New Brother Speedio suits those with larger work requirements

​The Brother Speedio M300X3 30-taper, 5-axis mill-turn centre joins the smaller M200X3 model. The new model boasts a 300 by 440 by 305 mm working volume versus the latter’s 200 mm of X-axis travel.

Both are characterised by an 18.9 kW/40 Nm tool carousel deploying 22 cutters at up to 10,000 rpm, or 16,000 rpm with the BIG Plus dual-contact spindle option. Below it is an A-axis trunnion carrying a high output, direct-drive, C-axis turning table. Rated at 4.6 kW/1,500 rpm in the new machine, it is over one-quarter more powerful than the table in the smaller model and generates up to 102 Nm of turning torque. When milling, 30 m/min cutting feed rate maintains a high level of productivity and 400 Nm of C-axis clamping force ensures accuracy is maintained.

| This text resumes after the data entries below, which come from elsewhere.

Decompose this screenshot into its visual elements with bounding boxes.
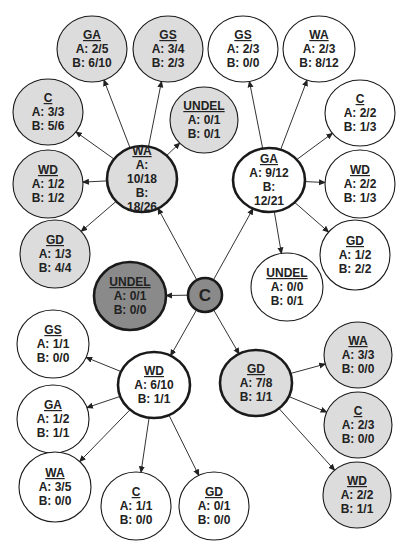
node-value-line: B: (263, 180, 276, 194)
node-gd-c: CA: 2/3B: 0/0 (324, 392, 392, 458)
node-title: WD (144, 364, 164, 378)
node-wa-ga: GAA: 2/5B: 6/10 (57, 16, 127, 82)
node-value-line: A: 0/1 (114, 289, 147, 303)
node-value-line: A: 2/5 (76, 42, 109, 56)
node-value-line: B: 1/1 (138, 392, 171, 406)
edge-arrow-root-to-ga (213, 209, 253, 280)
edge-arrow-root-to-wd (171, 310, 197, 356)
node-value-line: B: 0/0 (198, 513, 231, 527)
edge-arrow-wa-to-wa-wd (83, 181, 107, 182)
node-value-line: B: 0/0 (227, 56, 260, 70)
node-title: C (199, 286, 211, 305)
node-wd-c: CA: 1/1B: 0/0 (101, 472, 171, 540)
node-wd-ga: GAA: 1/2B: 1/1 (17, 385, 89, 453)
node-value-line: 18/26 (127, 200, 157, 214)
node-ga-gd: GDA: 1/2B: 2/2 (320, 220, 390, 290)
node-title: WD (38, 163, 58, 177)
node-ga-c: CA: 2/2B: 1/3 (325, 80, 395, 146)
node-value-line: A: 2/3 (227, 42, 260, 56)
node-title: UNDEL (109, 275, 150, 289)
nodes-layer: CUNDELA: 0/1B: 0/0WAA:10/18B:18/26GAA: 2… (13, 16, 395, 540)
node-ga: GAA: 9/12B:12/21 (233, 148, 305, 212)
node-title: GD (247, 362, 265, 376)
node-value-line: A: 1/2 (37, 412, 70, 426)
node-title: WA (132, 144, 152, 158)
edge-arrow-gd-to-gd-c (289, 397, 327, 413)
node-value-line: A: 2/2 (344, 177, 377, 191)
node-wd-wa: WAA: 3/5B: 0/0 (19, 452, 91, 522)
node-ga-wd: WDA: 2/2B: 1/3 (325, 150, 395, 218)
edge-arrow-root-to-gd (214, 310, 240, 354)
edge-arrow-ga-to-ga-wd (305, 182, 325, 183)
node-value-line: B: 1/2 (32, 191, 65, 205)
edge-arrow-root-to-wa (158, 208, 197, 280)
node-title: UNDEL (266, 266, 307, 280)
edge-arrow-wa-to-wa-ga (104, 80, 130, 148)
node-title: C (132, 485, 141, 499)
node-value-line: A: 9/12 (249, 166, 289, 180)
node-title: C (356, 92, 365, 106)
node-value-line: B: (136, 186, 149, 200)
node-value-line: B: 0/0 (342, 362, 375, 376)
edge-arrow-wa-to-wa-gd (81, 201, 116, 231)
node-title: GS (44, 323, 61, 337)
node-value-line: B: 1/1 (37, 426, 70, 440)
node-value-line: A: 1/3 (39, 247, 72, 261)
node-wa: WAA:10/18B:18/26 (107, 144, 177, 214)
edge-arrow-wa-to-wa-undel (167, 143, 180, 156)
node-title: C (354, 404, 363, 418)
edge-arrow-gd-to-gd-wa (291, 364, 326, 374)
node-value-line: B: 8/12 (299, 56, 339, 70)
node-title: GD (46, 233, 64, 247)
node-root-undel: UNDELA: 0/1B: 0/0 (94, 262, 166, 330)
node-value-line: B: 1/1 (240, 390, 273, 404)
node-value-line: B: 0/0 (342, 432, 375, 446)
node-ga-undel: UNDELA: 0/0B: 0/1 (251, 253, 323, 321)
edge-arrow-wd-to-wd-gd (169, 415, 199, 475)
node-value-line: A: (136, 158, 149, 172)
node-value-line: A: 3/3 (32, 105, 65, 119)
node-title: WA (309, 28, 329, 42)
node-value-line: A: 3/5 (39, 480, 72, 494)
node-value-line: B: 0/1 (188, 127, 221, 141)
node-gd-wa: WAA: 3/3B: 0/0 (324, 322, 392, 388)
node-value-line: A: 0/1 (188, 113, 221, 127)
node-value-line: B: 2/3 (152, 56, 185, 70)
node-value-line: A: 2/3 (303, 42, 336, 56)
node-title: GA (260, 152, 278, 166)
node-wa-c: CA: 3/3B: 5/6 (13, 79, 83, 145)
node-title: GS (234, 28, 251, 42)
node-value-line: B: 0/0 (120, 513, 153, 527)
node-value-line: A: 1/2 (339, 248, 372, 262)
node-ga-wa: WAA: 2/3B: 8/12 (283, 16, 355, 82)
tree-diagram: CUNDELA: 0/1B: 0/0WAA:10/18B:18/26GAA: 2… (0, 0, 413, 550)
node-value-line: B: 6/10 (72, 56, 112, 70)
node-value-line: B: 4/4 (39, 261, 72, 275)
edge-arrow-ga-to-ga-undel (274, 212, 281, 254)
node-value-line: B: 2/2 (339, 262, 372, 276)
node-value-line: A: 6/10 (134, 378, 174, 392)
node-value-line: A: 7/8 (240, 376, 273, 390)
edge-arrow-wa-to-wa-c (76, 132, 114, 159)
edge-arrow-ga-to-ga-c (297, 133, 333, 159)
node-value-line: A: 2/2 (344, 106, 377, 120)
node-wa-gd: GDA: 1/3B: 4/4 (20, 220, 90, 288)
node-title: WA (348, 334, 368, 348)
node-value-line: B: 0/1 (271, 294, 304, 308)
node-value-line: A: 1/1 (120, 499, 153, 513)
edge-arrow-wd-to-wd-ga (87, 396, 120, 407)
node-root: C (188, 278, 222, 312)
node-value-line: A: 3/3 (342, 348, 375, 362)
edge-arrow-ga-to-ga-gs (249, 81, 262, 148)
node-value-line: A: 2/2 (341, 488, 374, 502)
node-wa-gs: GSA: 3/4B: 2/3 (133, 16, 203, 82)
node-value-line: B: 1/3 (344, 120, 377, 134)
node-wa-undel: UNDELA: 0/1B: 0/1 (170, 87, 238, 153)
node-ga-gs: GSA: 2/3B: 0/0 (208, 16, 278, 82)
node-title: GD (205, 485, 223, 499)
node-value-line: A: 0/1 (198, 499, 231, 513)
node-wd-gd: GDA: 0/1B: 0/0 (179, 472, 249, 540)
node-title: WA (45, 466, 65, 480)
node-value-line: A: 3/4 (152, 42, 185, 56)
node-title: GA (83, 28, 101, 42)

A generous A-axis rotation range from +120 to -30 degrees allows machining of features at the rear of components and facilitates loading and unloading of parts at the front of the machine. The axis is tilted by a backlash-free roller drive to promote accurate metalcutting. A holding force of 500 Nm, without the need for mechanical clamping, delivers high speed indexing combined with rigidity when milling parts at an angle or turning them in the horizontal plane.

Non-productive time is minimised by repositioning the X, Y, Z, A and C axes simultaneously during tool change, which takes place in 1.5 seconds chip-to-chip. Linear rapids are 50 m/min and the A and C axes move at up to 50 and 200 rpm respectively. The spindle motor's fast acc/dec and a highly responsive servo control enable a start-up and stop time of 0.2 second. The turning table reaches 1,500 rpm from zero is less than 0.3 second.

Accessibility for workpiece transfer is ergonomic and the wide door opening can be automated to allow robotic component load / unload from the front, enabling extended periods of unattended and overnight running in high production environments.

Alternatively, all Speedio machining centres are equipped to interface directly with a purpose-built Feedio vision-based robotic component handling system. Jointly developed by Brother and ABB, whose 6-axis robot loads and unloads components from the side, the plug-and-play unit is able to serve one or two machines.

Swarf management is comprehensive, with chip shower and through-tool coolant options. A further design feature is ultra-low use of energy, both during standby and when cutting metal. A high-speed C-00 control system with monitoring of tool change and cutting load completes the package.